For drummer Claes Brondal, it has been a difficult time to meet and play with other musicians. There are few opportunities, he said recently, to sit in and play, especially at a professional level.
For restaurant owner John Landes, there was a challenge to make his Bay Burger on the Sag Harbor-Bridgehampton Turnpike a nexus for the various groups that make up the local community.
Together, after meeting through a mutual friend over Thanksgiving dinner, they decided that the casual restaurant would make a perfect venue to bring musicians together, as well as those that appreciate an evening of freewheeling and frequently unexpected music.
“I had been looking a long time for a venue for a jam session when I met John,” said Mr. Brondal in an interview this week. “We started talking about a Hamptons jazz festival and said we should start small.”
That’s when the idea of doing weekly Thursday night jams at Bay Burger got started.
“We just thought we’d take the temperature of the community,” said Brondal.
Going into the fourth week of the session tonight, Thursday, it appears that the temperature is pretty hot —Â or cool, as the case may be.
Each week has seen some growth in the audience, and each week sees new performers showing up to play, said Mr. Landes.
 “It’s attracting the musicians, and that’s what we wanted to do,” he said, adding the evenings’ music ranges widely, from jazz to folk to funk and Latin.
“Right now it’s pretty much free form,” he said. “The music works very well in the room, as it’s not necessarily rock.”
The restaurateur, whose daughter and son-in-law Joe and Liza Tremblay, really run the place, said they had been experimenting with music since last year, and regularly featured local bands and performers, such as Jim Turner and Leroy Klavis.
“We’re outside the village and trying to find ways of putting Bay Burger on the map,” said Mr. Landes. “We’re trying to establish an identity for Bay Burger, and music is one of the ways to do that.”
“I’ve always been a music nut,” said Mr. Landes, who remembers visiting a number of local sites for live music, including Stephen Talkhouse and even the concerts at Long Beach during the summer.
He went around searching for local bands, and said that while the restaurant featured music on a regular basis last year, they “wanted a more consistent house band.”
Mr. Landes gives most of the credit to Mr. Brondal who, he said, set it all up.
“He was the one who reached out to the musicians,” said Mr. Landes.
In February, Mr. Brondal sent out an excited email to friends and musicians telling them about the new venue and soliciting ideas. It would be, he promised, not an open mike night, but a “good ol’ jam session where musicians can practice their craft, try new compositions, new ideas, free style rap over the Sidewinder beat, take a leap of faith, solo over odd chord changes and signatures.”
His solicitation was successful, and now he says each night features about 10 or 15 musicians anxious to sit in and experiment.
“It’s all inclusive,” he said, “but you have to be able to play and interact with other people.”
“Right from the get go we had a full house,” he said, and now we’re getting musicians from as far away as Sayville.” The nearest place with anything like what is going on at Bay Burger is in Levittown, said Mr. Brondal.
For his part, he credits the Bay Burger owner with making the scene happen.
“John Landes believed in the combination of burgers and jazz,” said Mr. Brondal. “He’s creating a cradle of arts, music and poetry.”
Indeed, even Mr. Landes’ own staff gets in the act. Willie Jenkins, a line cook will often come from behind the counter and put in his own, original freestyle rap with the musicians.
“So it’s also a marriage of music and spoken word,” said Mr. Landes.
Noting his location on the turnpike, Mr. Landes said, “We’re at the crossroads, trying to bring two communities together. We’re trying to establish our identity and see where it goes.”
The Thursday night jam sessions at Bay Burger begin approximately at 7 p.m.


What you should do
The answer is to be an exact copy of the lines below running from the line with "Image resolution: width=574" down to the line with "This screenshot has height=488, width=831.", both ends included, and nothing more.

Extracted data
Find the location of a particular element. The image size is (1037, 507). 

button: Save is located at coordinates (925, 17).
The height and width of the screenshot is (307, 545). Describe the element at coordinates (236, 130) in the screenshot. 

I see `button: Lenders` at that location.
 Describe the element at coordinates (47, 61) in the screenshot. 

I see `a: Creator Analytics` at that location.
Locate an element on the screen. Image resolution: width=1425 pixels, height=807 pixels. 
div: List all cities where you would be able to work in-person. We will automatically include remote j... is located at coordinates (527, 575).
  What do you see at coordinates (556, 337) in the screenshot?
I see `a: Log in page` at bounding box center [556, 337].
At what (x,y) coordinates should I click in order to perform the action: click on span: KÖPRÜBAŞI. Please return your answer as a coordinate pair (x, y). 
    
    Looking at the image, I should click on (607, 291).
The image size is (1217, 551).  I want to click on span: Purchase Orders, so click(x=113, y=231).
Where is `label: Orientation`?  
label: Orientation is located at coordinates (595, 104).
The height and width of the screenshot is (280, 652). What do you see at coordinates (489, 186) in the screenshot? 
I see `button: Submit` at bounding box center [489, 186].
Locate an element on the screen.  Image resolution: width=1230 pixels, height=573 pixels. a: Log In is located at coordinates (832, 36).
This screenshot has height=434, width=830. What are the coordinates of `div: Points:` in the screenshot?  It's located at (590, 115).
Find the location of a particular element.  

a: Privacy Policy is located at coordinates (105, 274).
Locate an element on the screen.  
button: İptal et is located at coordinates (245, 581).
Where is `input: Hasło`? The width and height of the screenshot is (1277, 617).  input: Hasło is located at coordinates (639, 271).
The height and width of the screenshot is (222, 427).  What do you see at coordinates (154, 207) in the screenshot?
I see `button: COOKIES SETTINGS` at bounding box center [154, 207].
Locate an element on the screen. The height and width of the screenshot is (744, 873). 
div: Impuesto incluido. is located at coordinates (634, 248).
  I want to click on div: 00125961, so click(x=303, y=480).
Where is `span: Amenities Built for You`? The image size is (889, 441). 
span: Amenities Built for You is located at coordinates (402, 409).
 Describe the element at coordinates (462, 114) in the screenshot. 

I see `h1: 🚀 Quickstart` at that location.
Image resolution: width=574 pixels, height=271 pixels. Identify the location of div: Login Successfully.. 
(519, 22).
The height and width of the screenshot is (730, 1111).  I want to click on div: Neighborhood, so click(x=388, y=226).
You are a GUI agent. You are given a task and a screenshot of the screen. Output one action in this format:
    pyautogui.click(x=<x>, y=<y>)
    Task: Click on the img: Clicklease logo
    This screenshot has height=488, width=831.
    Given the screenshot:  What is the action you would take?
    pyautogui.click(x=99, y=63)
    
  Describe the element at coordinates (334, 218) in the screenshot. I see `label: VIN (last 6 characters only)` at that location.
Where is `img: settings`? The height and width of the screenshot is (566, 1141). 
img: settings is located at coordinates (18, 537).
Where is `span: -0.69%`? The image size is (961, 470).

Task output
Image resolution: width=574 pixels, height=271 pixels. Identify the location of div: Login Successfully.. 
(519, 22).
The height and width of the screenshot is (730, 1111).  I want to click on div: Neighborhood, so click(x=388, y=226).
You are a GUI agent. You are given a task and a screenshot of the screen. Output one action in this format:
    pyautogui.click(x=<x>, y=<y>)
    Task: Click on the img: Clicklease logo
    This screenshot has height=488, width=831.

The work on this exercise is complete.